Feeling into what works
For me, it took meeting someone very compatible to realize how incompatible I was with some previous partners. My girlfriend and I do occasionally disappoint each other, but the basic alignment of temperments and shared goals has always felt pretty easeful. And that resonsance incentivizes us both to work to have a great journey together, and to continue to work on ourselves, knowing that we’re stable foundations for each other.
We started out getting to know each other relatively slowly. The more time we spent together, the more we liked each other. I could tell she was genuinely grateful to have found me, and I saw great qualities in her that made me respect her. And the chemistry we have gradually grew out of feeling at ease with each other, without anxiety or distrust to block our attraction to each other. And the love is still growing.
It’s tempting to simplify the success of our relationship to the single pillar of compatibility. But I don’t fully understand why it works, because why it works is always complex and, to some extent, mysterious. We both love to walk in nature. We both love to meditate and drink tea together. We love asking each other how we’re feeling and what we’re thinking, and listening with interest to the answers that we give each other. We love cooking together, and working on projects together, and sometimes we find new things we like doing together. We marvel sometimes at how beautiful our connection is.
We’ve both developed empathy over our lives from going through significant challenges. We’re both introspective and self-reflective people who have spent a lot of time alone, getting to know ourselves and finding peace within ourselves. We both have separate spiritual, mental, and physical practices that we devote time to independently. We both put in work every day to try to give each other what the other needs emotionally. We both realize that we need more interpersonal connection than just each other, and that we both need space to have friendships.

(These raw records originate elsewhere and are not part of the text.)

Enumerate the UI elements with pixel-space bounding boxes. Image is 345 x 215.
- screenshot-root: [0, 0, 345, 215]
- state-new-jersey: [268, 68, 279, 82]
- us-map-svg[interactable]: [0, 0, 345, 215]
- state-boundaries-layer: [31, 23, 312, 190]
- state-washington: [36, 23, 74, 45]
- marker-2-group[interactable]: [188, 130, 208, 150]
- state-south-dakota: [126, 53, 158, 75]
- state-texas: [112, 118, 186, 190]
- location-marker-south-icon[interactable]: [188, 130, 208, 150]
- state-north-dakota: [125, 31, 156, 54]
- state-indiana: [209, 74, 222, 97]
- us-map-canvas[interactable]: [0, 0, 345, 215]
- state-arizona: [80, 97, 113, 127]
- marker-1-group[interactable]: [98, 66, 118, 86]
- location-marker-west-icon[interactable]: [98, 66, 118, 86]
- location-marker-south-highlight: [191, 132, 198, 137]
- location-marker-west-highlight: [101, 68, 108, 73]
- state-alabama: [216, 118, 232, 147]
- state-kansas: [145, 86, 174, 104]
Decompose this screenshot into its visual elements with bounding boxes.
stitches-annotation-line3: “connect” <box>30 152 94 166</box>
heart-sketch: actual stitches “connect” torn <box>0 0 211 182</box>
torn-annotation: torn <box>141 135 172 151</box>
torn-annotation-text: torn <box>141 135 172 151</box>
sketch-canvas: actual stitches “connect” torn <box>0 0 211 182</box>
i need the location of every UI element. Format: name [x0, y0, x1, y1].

We’re also both unfinished and ever-evolving people, and we both see the relationship as, among many things, an opportunity to grow our self-awareness and work on ourselves through the inevitable bumps of imperfection in the road.
All three of the relationship pillars are present, and each of them enforces the other two. Had we met earlier in life before we’d done as much individual healing, it might not have worked. If we weren’t as energetically and interpersonally compatible, it might not work despite all the healing we’ve done. And if we didn’t put effort into tending to our relationship garden every day, it wouldn’t work either.
We’ve both had to learn in our own ways, sometimes through pain, about what leads to a nourishing relationship. I hope that some of that learning has been passed on to anyone who needs it through these words. Thanks for listening.